Citizen Kane to Bicycle Thieves. The decade Hollywood's wartime censorship ended, and European cinema began its post-war renewal.
The 1940s is the most-historically-loaded decade in cinema's first century. The first half is dominated by World War II — the Hollywood studios producing wartime propaganda alongside their commercial output, the European film industries either destroyed (much of France, Italy, Germany) or relocated (the Polish, German, and Czech filmmakers who fled to Hollywood). The second half is dominated by the war's aftermath — Italian neorealism, the French Resistance films, the German rubble films, and Hollywood's transition into noir.
Our picks across the decade.
The 1940s established almost every major non-musical American genre in its modern form. The film noir (Double Indemnity, The Maltese Falcon, Out of the Past). The post-war social-problem drama (The Best Years of Our Lives, Crossfire). The psychological thriller (Notorious, Shadow of a Doubt). The deep-focus realist drama (Citizen Kane).
It was also the decade that produced Italian neorealism, the single most-influential European film movement of the 20th century. Bicycle Thieves, Rome Open City, Paisà, La Terra Trema — these films, made for almost nothing, on the streets of post-war Italian cities, with non-professional actors, became the foundational template for almost every subsequent realist film tradition globally. The 1950s French New Wave, the 1960s Czech New Wave, the 1970s American New Hollywood, the 2000s Romanian New Wave — all are downstream of Italian neorealism.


* [WHAT THE EXERCISE ASKS] Make an exact copy of all the entries, but do not reproduce the pictures.

* [TASK MATERIAL]
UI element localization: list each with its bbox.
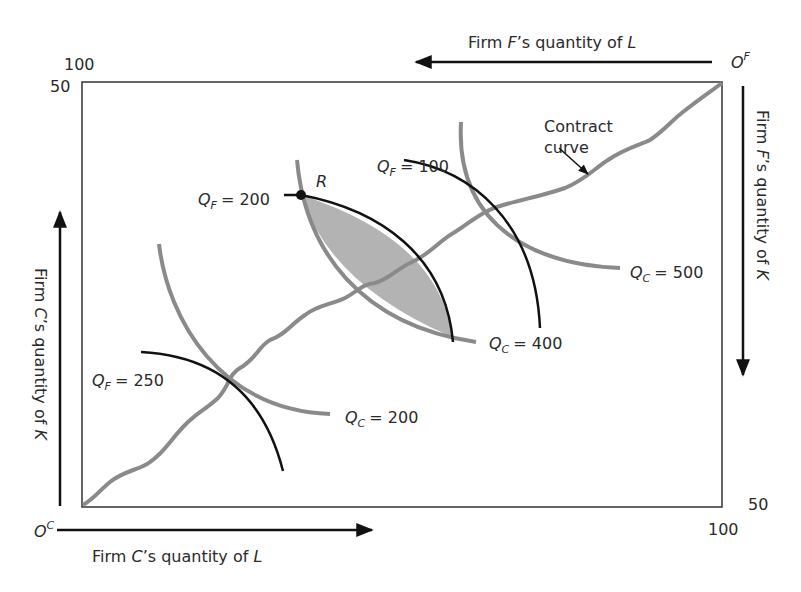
isoquant-label-qc-400: QC= 400: [489, 334, 562, 356]
isoquant-c-200: [159, 244, 330, 414]
dimension-label-bottom-outer: 100: [708, 520, 739, 539]
isoquant-label-qf-200: QF= 200: [198, 190, 270, 212]
axis-label-firm-f-labor: Firm F’s quantity of L: [468, 33, 636, 52]
point-r: [296, 190, 306, 200]
dimension-label-bottom-inner: 50: [748, 495, 768, 514]
axis-label-firm-f-capital: Firm F’s quantity of K: [753, 110, 772, 281]
dimension-label-top-outer: 100: [64, 55, 95, 74]
isoquant-label-qc-200: QC= 200: [345, 408, 418, 430]
axis-label-firm-c-capital: Firm C’s quantity of K: [31, 268, 50, 441]
contract-curve-label-line1: Contract: [544, 117, 613, 136]
isoquant-label-qc-500: QC= 500: [630, 263, 703, 285]
origin-firm-f: OF: [731, 50, 751, 72]
origin-firm-c: OC: [34, 519, 55, 541]
isoquant-label-qf-100: QF= 100: [377, 157, 449, 179]
shaded-lens-region: [301, 195, 452, 337]
edgeworth-box-diagram: R Contract curve QF= 100 QF= 200 QF= 250…: [0, 0, 801, 592]
point-r-label: R: [316, 172, 327, 191]
dimension-label-top-inner: 50: [50, 77, 70, 96]
isoquant-label-qf-250: QF= 250: [92, 371, 164, 393]
axis-label-firm-c-labor: Firm C’s quantity of L: [92, 547, 262, 566]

* [WRITTEN RESPONSE]
UI element localization: list each with its bbox.
isoquant-label-qc-400: QC= 400: [489, 334, 562, 356]
isoquant-c-200: [159, 244, 330, 414]
dimension-label-bottom-outer: 100: [708, 520, 739, 539]
isoquant-label-qf-200: QF= 200: [198, 190, 270, 212]
axis-label-firm-f-labor: Firm F’s quantity of L: [468, 33, 636, 52]
point-r: [296, 190, 306, 200]
dimension-label-bottom-inner: 50: [748, 495, 768, 514]
axis-label-firm-f-capital: Firm F’s quantity of K: [753, 110, 772, 281]
dimension-label-top-outer: 100: [64, 55, 95, 74]
isoquant-label-qc-200: QC= 200: [345, 408, 418, 430]
axis-label-firm-c-capital: Firm C’s quantity of K: [31, 268, 50, 441]
contract-curve-label-line1: Contract: [544, 117, 613, 136]
isoquant-label-qc-500: QC= 500: [630, 263, 703, 285]
origin-firm-f: OF: [731, 50, 751, 72]
origin-firm-c: OC: [34, 519, 55, 541]
isoquant-label-qf-100: QF= 100: [377, 157, 449, 179]
shaded-lens-region: [301, 195, 452, 337]
edgeworth-box-diagram: R Contract curve QF= 100 QF= 200 QF= 250…: [0, 0, 801, 592]
point-r-label: R: [316, 172, 327, 191]
dimension-label-top-inner: 50: [50, 77, 70, 96]
isoquant-label-qf-250: QF= 250: [92, 371, 164, 393]
axis-label-firm-c-labor: Firm C’s quantity of L: [92, 547, 262, 566]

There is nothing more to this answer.